Okay guys – here are the first two chapters of the sequel I promised. I'm sorry if they seem a bit disjointed, but I figured that I could either spend thousands of words fleshing out Jack's first eleven months without Kate, or I could skip ahead to the part where he tries to find her, which is what I know you're all waiting for. I'm going to write it as a kind of mystery story, so it might be a while before we get a clear picture of what she's been up to.
I wracked my brains for a title, but couldn't come up with anything poetic, so I decided to go with something simple. I'm not sure how I feel about it yet -- the story or the title – I'm never happy with the first few chapters of a new fic. It usually takes me a while to warm to it, and then all of a sudden it's my favourite…
Chapter 1. The Card
"So I guess this is goodbye then."
"Not forever. I'm going to figure something out, and then I'm going to find you. I'll find you, Kate."
Twelve months.
For almost twelve months, Jack had been replaying these words over and over in his head, wondering how he was ever going to keep his promise. Kate was a fugitive; she prided herself on being invisible. It wasn't like she'd left him much of a trail.
For the past twelve months, the only knowledge he'd had of her whereabouts had come from the card.
He'd only spoken to her once since he'd left her in Australia, just a few weeks after he got back to L.A. She'd called his office in the middle of the night to let him know she was safe; after a lot of awkward pauses, he'd managed to wrangle out of her the name of the place she was staying.
He'd found the address on the Internet, so he'd sent her the card.
It wasn't easy to get a credit card under a false name, but Sawyer had helped him as soon as he heard it was for Kate. It would have been easier to send her cash, but she was determined to avoid direct contact with Jack, for fear that the Feds were still watching him.
Almost a year ago now, in Australia, when they'd burst into the motel room he was sharing with Kate, Jack had told them that she'd drugged him into order to escape.
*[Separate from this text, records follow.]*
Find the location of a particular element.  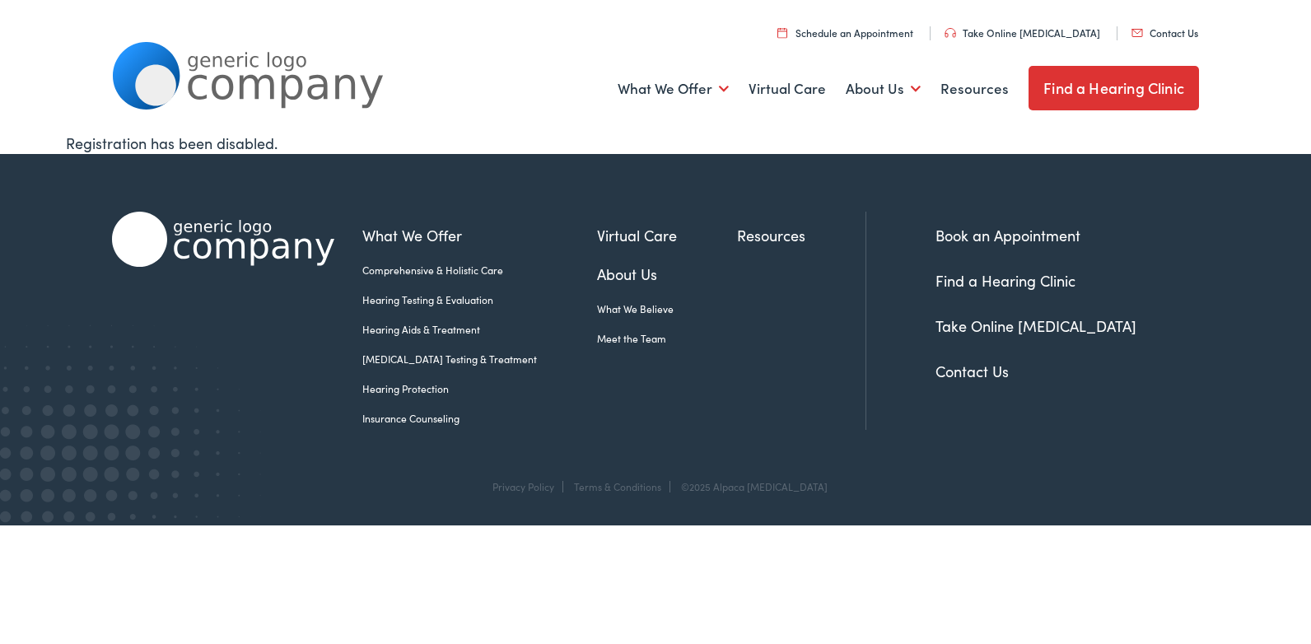

a: Terms & Conditions is located at coordinates (617, 486).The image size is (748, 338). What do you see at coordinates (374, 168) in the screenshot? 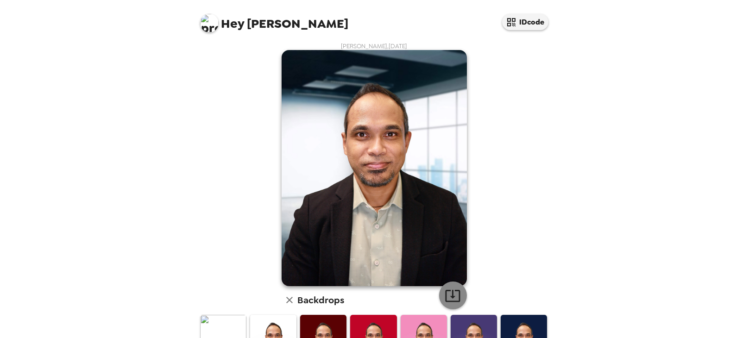
I see `img: user` at bounding box center [374, 168].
They'd forced him to undergo blood tests to confirm his story, but he knew how to fake the results of a tox screen, so in the end, they'd had to let him go. But they'd been keeping an eye on him ever since, sending cars to stake out his apartment, screening his mail, tapping his home phone – fortunately, confidentiality laws prevented them from listening in on his work calls as well – apparently unconvinced that he'd ceased having any kind of contact with Kate.
Even though it was the truth.
It wasn't even close to what he wanted – he would have given anything for a letter, at the very least – but it had helped at first that every month, when Sawyer sent him the bill in a nondescript envelope, Jack could see where she'd been, and know that she wasn't sleeping on the streets, or in a shelter somewhere. He'd been able to track her progress that way, through Australia, and eventually, back to the US, but he could never catch up with her, because by that time, she'd already moved on.
Still, it had been enough to know that she was safe, until a little over three months ago, when the charges had stopped. She started withdrawing cash then, until about a month earlier, when all activity on the card had ceased.
Suddenly, for the first time in almost a year, Jack had no idea where she was.
It had terrified him, a few days into November, when he tore open the envelope to find that first blank statement. He called Sawyer right away, hoping that it was a mistake, but the southerner insisted that there was nothing wrong with the account; he'd been pulling this stunt for years, and the bank never seemed to cotton on.
He hadn't heard from Kate either; he tried to cover it up, but Jack could hear the fear in his voice when he realised what the sudden lack of activity could mean.
Either she'd found another way to get by, or something had happened to her, something neither one of them wanted to contemplate. With no evidence to the contrary, Jack began to fear that she was dead, or that she'd been caught again. He tried to console himself with the idea that if she was, or if she had, he would have heard about it, but when no news came one way or the other, he decided it was time to make good on his promise.
He still didn't have a plan, as to how he would find her, or what he would do when he did, but he needed to make sure that she was okay, even if he couldn't be with her. He needed to see her again.